While it didn't release any specific financial details, b2b activity tracker company FitLinxx recently announced it saw a 55 percent increase in revenues year-over-year. FitLinxx cited increased demand for its trackers in corporate wellness programs as well as the company's expansion into consumer, health plan, and health care provider markets in the US and UK.
"The corporate wellness space is really starting to mature," FitLinxx CEO Dave Monahan told MobiHealthNews. "We're seeing larger deployments in the corporate space and the reason it's maturing is it's getting more integrated with healthcare. We're seeing a lot more tie-ins where a wellness program is integrated with a healthcare plan and employees are getting incentives to get engaged in the wellness program using our devices as a key engagement tool."
FitLinxx offers an activity tracker, Pebble, which is sold to fitness centers, such as the YMCA, employee wellness programs, payors, and healthcare providers. The company's customer list at the end of 2013 included SparkPeople, Alere, Cerner, ShapeUp, Welltok, MeYou Health, and UK-based Nuffield Health.
MobiHealthNews wrote about FitLinxx's partnership with Alere last month, when Alere received FDA clearance for Alere Connect's (formerly MedApps) new home health hub, HomeLink, which has a FitLinxx receiver in it.
Alere is also rebranding and selling Pebble into corporate and consumer markets. The company recently launched a program with the Biggest Loser, a TV show focused on weight loss, in Australia.
"Basically you can buy the Pebble under the Alere brand as part of the Biggest Loser Australia program and what Biggest Loser Australia has done is they don't just have contestants on the TV show, but they also engage the whole town [where the show was being filmed] in health," Monahan said.
People in the town, which is called Ararat, use what Alere is calling the Alere Pebble and an application called MyAlere. The initiative in Ararat began prior to the show's launch and at some point the Biggest Loser will release data showing how the town did when they used Pebble to stay active.
FitLinxx also partnered with SparkPeople in October 2013, to provide a branded version of the company's Pebble activity tracker for users of SparkPeople's website. This was FitLinxx's first venture working with a direct to consumer wellness company.
"We fully integrate with our partners so that when you engage with a program it's about our partner -- it's about Alere, it's about Sparkpeople. You won't see the FitLinxx brand," Monahan said. "We won't get in the way. When you sign up for a SparkPeople account, an application, you're signing up with them. You get a username and a password from them. You don't need to sign up with FitLinxx. You don't need to try to connect our application and manage that connection."
Monahan argued that this is the kind of system the masses will use, if they want to buy an activity tracker because they will want a streamlined experience that doesn't make the user sign into multiple accounts to sync devices and get data. FitLinxx not only disappears as a brand when it's in the user's hands, Monahan also believes the device should be discrete when users are wearing it.
"We see healthcare taking this market and driving it into the mainstream and so we're working closely with healthcare providers at this point and understanding what they're going to need to support their use cases," Monahan said. "Just as an example, sort of a foreshadowing, we're working with a very large healthcare provider right now who serves over a million patients a year and they are working on prescribing activity as part of their regimen within their clinician workflow. That's where we see the mainstream coming from and where it's going to be."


- Your goal: Although the records contain pictures, the copy must not; reproduce everything else in them exactly.

- Provided data:
**********

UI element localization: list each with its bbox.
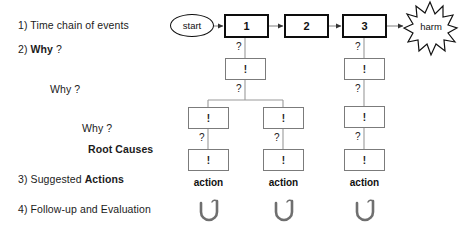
cause-box-left-2a[interactable]: ! (188, 107, 229, 129)
start-node-label: start (183, 20, 201, 31)
cause-box-right-1[interactable]: ! (344, 58, 385, 80)
branch-lines-left (208, 37, 283, 150)
why-level-2-label: Why ? (50, 83, 80, 95)
action-label-1: action (188, 177, 229, 188)
event-box-2-label: 2 (303, 20, 309, 32)
cause-mark: ! (363, 155, 366, 166)
action-label-3: action (344, 177, 385, 188)
event-box-3-label: 3 (361, 20, 367, 32)
step-4-label: 4) Follow-up and Evaluation (18, 203, 151, 215)
harm-text: harm (420, 21, 442, 32)
why-mark-1: ? (236, 41, 242, 52)
cause-box-right-2[interactable]: ! (344, 106, 385, 128)
cause-mark: ! (282, 113, 285, 124)
cause-mark: ! (363, 64, 366, 75)
followup-arcs (201, 201, 373, 220)
root-causes-label: Root Causes (88, 143, 153, 155)
event-box-2[interactable]: 2 (284, 14, 329, 38)
why-level-3-label: Why ? (82, 122, 112, 134)
cause-box-left-2b[interactable]: ! (263, 107, 304, 129)
why-mark-5: ? (355, 41, 361, 52)
step-2-label: 2) Why ? (18, 43, 62, 55)
cause-mark: ! (363, 112, 366, 123)
event-box-1-label: 1 (243, 20, 249, 32)
why-mark-3: ? (199, 132, 205, 143)
cause-mark: ! (207, 155, 210, 166)
harm-node-label: harm (410, 20, 452, 33)
start-node[interactable]: start (170, 14, 214, 37)
why-mark-6: ? (355, 83, 361, 94)
why-mark-7: ? (355, 131, 361, 142)
event-box-1[interactable]: 1 (224, 14, 269, 38)
cause-mark: ! (207, 113, 210, 124)
cause-box-left-1[interactable]: ! (225, 58, 266, 80)
cause-box-left-3a[interactable]: ! (188, 149, 229, 171)
event-box-3[interactable]: 3 (342, 14, 387, 38)
cause-mark: ! (244, 64, 247, 75)
why-mark-2: ? (236, 83, 242, 94)
step-1-label: 1) Time chain of events (18, 19, 129, 31)
cause-mark: ! (282, 155, 285, 166)
diagram-canvas: 1) Time chain of events 2) Why ? Why ? W… (0, 0, 459, 231)
cause-box-left-3b[interactable]: ! (263, 149, 304, 171)
why-mark-4: ? (274, 132, 280, 143)
action-label-2: action (263, 177, 304, 188)
step-3-label: 3) Suggested Actions (18, 173, 124, 185)
cause-box-right-3[interactable]: ! (344, 149, 385, 171)
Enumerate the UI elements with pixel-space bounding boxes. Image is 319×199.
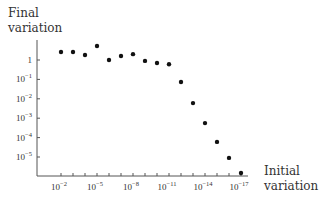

**********

- Task answer:
UI element localization: list each with its bbox.
cause-box-left-2a[interactable]: ! (188, 107, 229, 129)
start-node-label: start (183, 20, 201, 31)
cause-box-right-1[interactable]: ! (344, 58, 385, 80)
branch-lines-left (208, 37, 283, 150)
why-level-2-label: Why ? (50, 83, 80, 95)
action-label-1: action (188, 177, 229, 188)
event-box-2-label: 2 (303, 20, 309, 32)
cause-mark: ! (363, 155, 366, 166)
action-label-3: action (344, 177, 385, 188)
event-box-3-label: 3 (361, 20, 367, 32)
step-4-label: 4) Follow-up and Evaluation (18, 203, 151, 215)
harm-text: harm (420, 21, 442, 32)
why-mark-1: ? (236, 41, 242, 52)
cause-box-right-2[interactable]: ! (344, 106, 385, 128)
cause-mark: ! (282, 113, 285, 124)
cause-mark: ! (363, 64, 366, 75)
followup-arcs (201, 201, 373, 220)
root-causes-label: Root Causes (88, 143, 153, 155)
event-box-2[interactable]: 2 (284, 14, 329, 38)
why-level-3-label: Why ? (82, 122, 112, 134)
cause-box-left-2b[interactable]: ! (263, 107, 304, 129)
why-mark-5: ? (355, 41, 361, 52)
step-2-label: 2) Why ? (18, 43, 62, 55)
cause-mark: ! (363, 112, 366, 123)
event-box-1-label: 1 (243, 20, 249, 32)
why-mark-3: ? (199, 132, 205, 143)
cause-mark: ! (207, 155, 210, 166)
harm-node-label: harm (410, 20, 452, 33)
start-node[interactable]: start (170, 14, 214, 37)
why-mark-6: ? (355, 83, 361, 94)
why-mark-7: ? (355, 131, 361, 142)
event-box-1[interactable]: 1 (224, 14, 269, 38)
cause-mark: ! (207, 113, 210, 124)
cause-box-left-1[interactable]: ! (225, 58, 266, 80)
cause-box-left-3a[interactable]: ! (188, 149, 229, 171)
event-box-3[interactable]: 3 (342, 14, 387, 38)
cause-mark: ! (244, 64, 247, 75)
why-mark-2: ? (236, 83, 242, 94)
step-1-label: 1) Time chain of events (18, 19, 129, 31)
cause-mark: ! (282, 155, 285, 166)
diagram-canvas: 1) Time chain of events 2) Why ? Why ? W… (0, 0, 459, 231)
cause-box-left-3b[interactable]: ! (263, 149, 304, 171)
why-mark-4: ? (274, 132, 280, 143)
action-label-2: action (263, 177, 304, 188)
step-3-label: 3) Suggested Actions (18, 173, 124, 185)
cause-box-right-3[interactable]: ! (344, 149, 385, 171)
Enumerate the UI elements with pixel-space bounding boxes. Image is 319×199.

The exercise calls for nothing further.